Although Theresa May has provided a degree of clarity on the Brexit negotiations, remaining uncertainties mean that financial service firms will, inevitably, seek to implement some restructuring and contingency planning. Ireland is well placed to take advantage of this.

Ireland shares a common language and time zone with the UK, and is also home to the joint-lowest corporation tax in the EU. Moreover, while Ireland has a relatively flexible labour market that is attractive to business, many of its EU competitors impose punitive labour laws that discourage foreign direct investment. France, for example, has some of the most punitive employment legislation in the developed world.
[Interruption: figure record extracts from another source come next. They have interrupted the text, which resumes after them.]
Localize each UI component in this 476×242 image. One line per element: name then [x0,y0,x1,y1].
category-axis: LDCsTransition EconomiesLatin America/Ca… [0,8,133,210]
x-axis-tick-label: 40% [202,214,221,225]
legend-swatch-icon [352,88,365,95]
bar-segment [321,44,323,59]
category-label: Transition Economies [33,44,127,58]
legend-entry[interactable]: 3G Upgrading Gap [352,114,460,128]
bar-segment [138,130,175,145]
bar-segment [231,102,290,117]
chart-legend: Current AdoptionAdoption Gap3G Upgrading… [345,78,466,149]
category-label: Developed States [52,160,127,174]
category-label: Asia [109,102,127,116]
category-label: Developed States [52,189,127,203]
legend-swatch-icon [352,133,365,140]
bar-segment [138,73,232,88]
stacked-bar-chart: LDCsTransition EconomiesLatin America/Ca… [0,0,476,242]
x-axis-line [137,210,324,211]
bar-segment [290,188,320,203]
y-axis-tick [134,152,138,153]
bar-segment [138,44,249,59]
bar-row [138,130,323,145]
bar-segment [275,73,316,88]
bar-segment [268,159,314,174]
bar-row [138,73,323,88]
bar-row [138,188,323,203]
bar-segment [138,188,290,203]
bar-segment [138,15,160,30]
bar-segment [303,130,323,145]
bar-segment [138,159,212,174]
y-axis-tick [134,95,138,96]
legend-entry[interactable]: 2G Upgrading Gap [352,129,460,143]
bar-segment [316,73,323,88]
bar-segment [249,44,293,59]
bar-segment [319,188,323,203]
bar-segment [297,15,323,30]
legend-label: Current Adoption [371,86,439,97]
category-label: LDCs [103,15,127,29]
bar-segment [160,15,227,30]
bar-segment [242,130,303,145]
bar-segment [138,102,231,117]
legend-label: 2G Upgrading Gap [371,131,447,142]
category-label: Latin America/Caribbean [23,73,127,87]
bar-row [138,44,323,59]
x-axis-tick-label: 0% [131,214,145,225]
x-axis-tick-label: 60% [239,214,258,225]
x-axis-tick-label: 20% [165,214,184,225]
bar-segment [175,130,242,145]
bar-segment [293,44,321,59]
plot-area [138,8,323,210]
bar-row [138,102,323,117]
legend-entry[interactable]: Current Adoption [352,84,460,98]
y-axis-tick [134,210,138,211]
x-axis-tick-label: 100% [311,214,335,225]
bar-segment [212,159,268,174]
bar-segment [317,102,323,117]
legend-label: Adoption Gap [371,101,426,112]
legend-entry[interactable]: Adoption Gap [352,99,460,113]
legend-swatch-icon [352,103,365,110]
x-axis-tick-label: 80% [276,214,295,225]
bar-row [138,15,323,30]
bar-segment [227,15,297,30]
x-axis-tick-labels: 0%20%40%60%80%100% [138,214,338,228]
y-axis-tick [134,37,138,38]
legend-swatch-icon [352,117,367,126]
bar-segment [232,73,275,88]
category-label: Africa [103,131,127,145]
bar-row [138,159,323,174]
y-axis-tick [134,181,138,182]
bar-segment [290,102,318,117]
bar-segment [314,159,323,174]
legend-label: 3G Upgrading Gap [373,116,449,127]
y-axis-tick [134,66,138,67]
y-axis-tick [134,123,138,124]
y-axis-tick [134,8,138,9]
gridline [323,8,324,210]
However, the benefits for Ireland arising from a so-called “City Brexodus” will, in all likelihood, be small in macroeconomic terms. Canada’s large network of financial and professional services would be hard, if not impossible, to replicate anywhere else in Europe, meaning that the City is set to continue as Europe’s financial powerhouse.

John Lehal, managing director of Insight Consulting Group, says No.

Barclays’ move doesn’t signal the start of an exodus from London. If Brexit sends the banks abroad, they are more likely to head to a city like Frankfurt or Paris.

Ireland is scarred by its experience in the 2008 crash. It might be willing to take on safe bets in insurance or asset management, but do regulators really want the risk of major trading houses? The answer is probably no. Credit Suisse took four years to get approval for just 40 trading jobs in Dublin. With the uncertainty of Brexit, banks will need a faster turnaround than that.

It’s also unclear if Dublin can accommodate the sector – just 6 per cent of office space there is vacant, and banks are big companies. If the financial sector leaves London, it will look to the global reach and influence at the European Central Bank held by France and Germany and not across the Irish Sea. How both countries can benefit from Brexit will feature heavily in their elections this year.